For the study, researchers examined 60 randomized trials that involved 102,003 patients. The team separated the trials into two time periods that were before the reperfusion era and following. They also analyzed the effects of being treated with contemporary therapy in combination with beta-blockers, and concluded that beta-blockers did not lead to any mortality benefit for the survivors.

"In patients undergoing contemporary treatment, our data support the short-term (30 days) use of beta-blockers to reduce recurrent heart attacks and angina, but this has to be weighed at the expense of increase in heart failure, cardiogenic shock, and drug discontinuation, without prolonging life," said lead study author Sripal Bangalore, MD, MHA, of NYU Langone Medical Center, New York, in a news release. "The guidelines should reconsider the strength of recommendations for beta-blockers post myocardial infarction."

Yet the second study examined discharge heart rate in over 3,000 patients. For this research, the study authors hoped to examine any relationship between patients' heart rate at discharge and their five-year mortality rate. They concluded that a higher heart rate was often tied to a greater risk of death.

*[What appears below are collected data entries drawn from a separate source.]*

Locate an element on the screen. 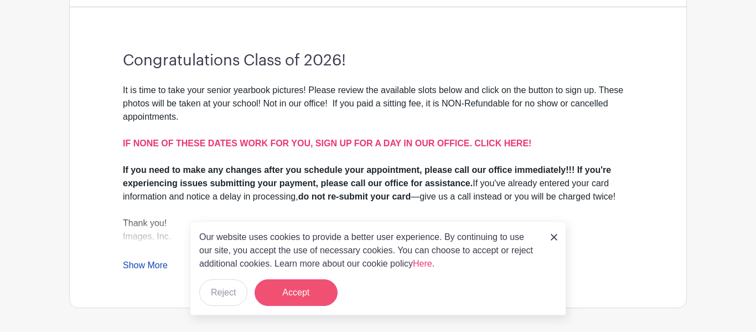  button: Reject is located at coordinates (223, 292).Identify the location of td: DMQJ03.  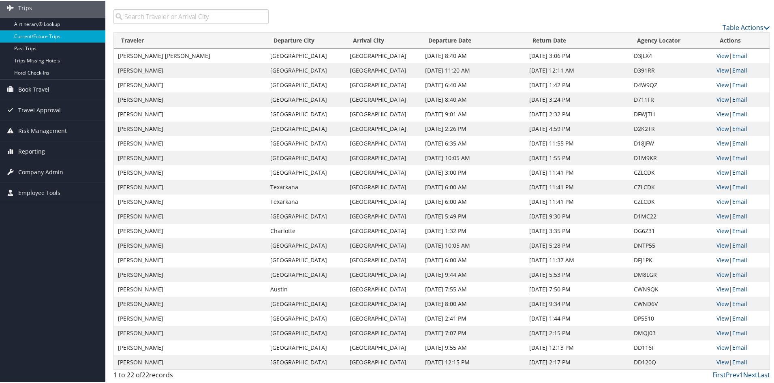
(671, 332).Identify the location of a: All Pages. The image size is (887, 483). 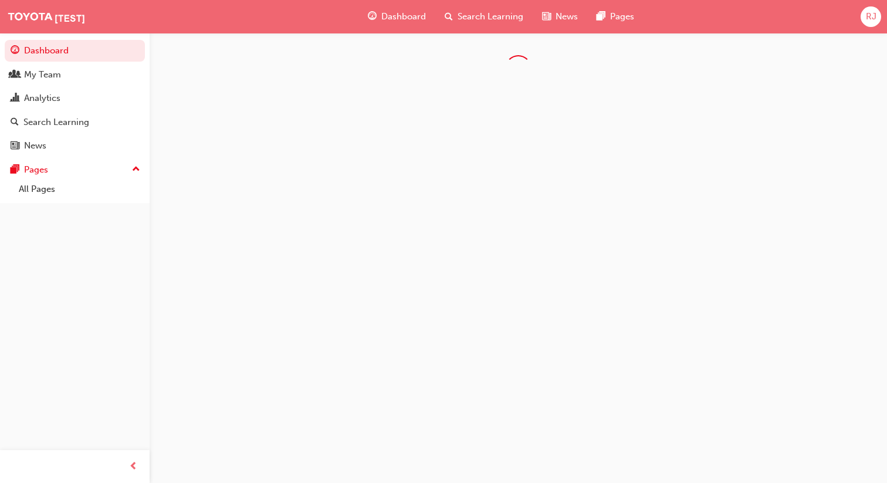
(79, 189).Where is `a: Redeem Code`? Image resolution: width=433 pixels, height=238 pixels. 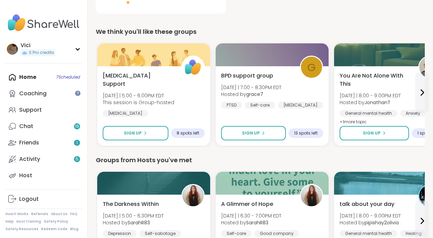 a: Redeem Code is located at coordinates (54, 230).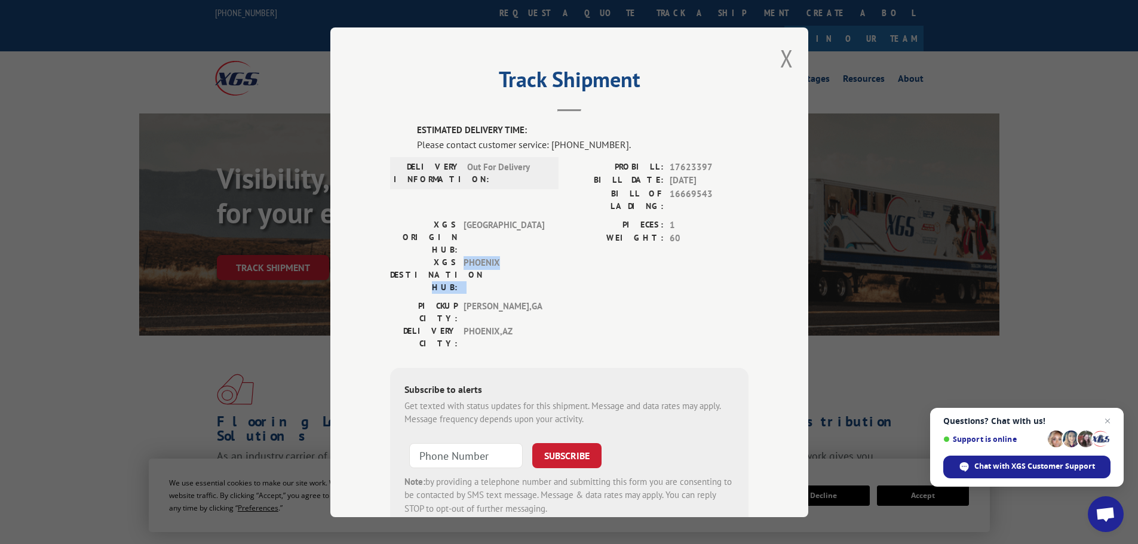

"We found several factors related to a high heart rate. They included ST-elevation myocardial infarction, diabetes, chronic obstructive pulmonary disease, bleeding/transfusion during hospitalization, left ventricular dysfunction, renal dysfunction, and prescription of beta-blockers at discharge. Women were also more likely to have a high heart rate," concluded senior investigator François Schiele, MD, PhD, Chief of Cardiology at the University Hospital Jean Minjoz, Besançon, France. "We found that the discharge heart rate is significantly related to one-year mortality, and that patients discharged with a high heart rate are at higher risk of death during the first year, irrespective of beta-blocker use."

More information regarding the findings can be seen via the studies "Clinical Outcomes with Beta-Blockers for Myocardial Infarction: A Meta-analysis of Randomized Trials" and "Discharge Heart Rate and Mortality after Acute Myocardial Infarction."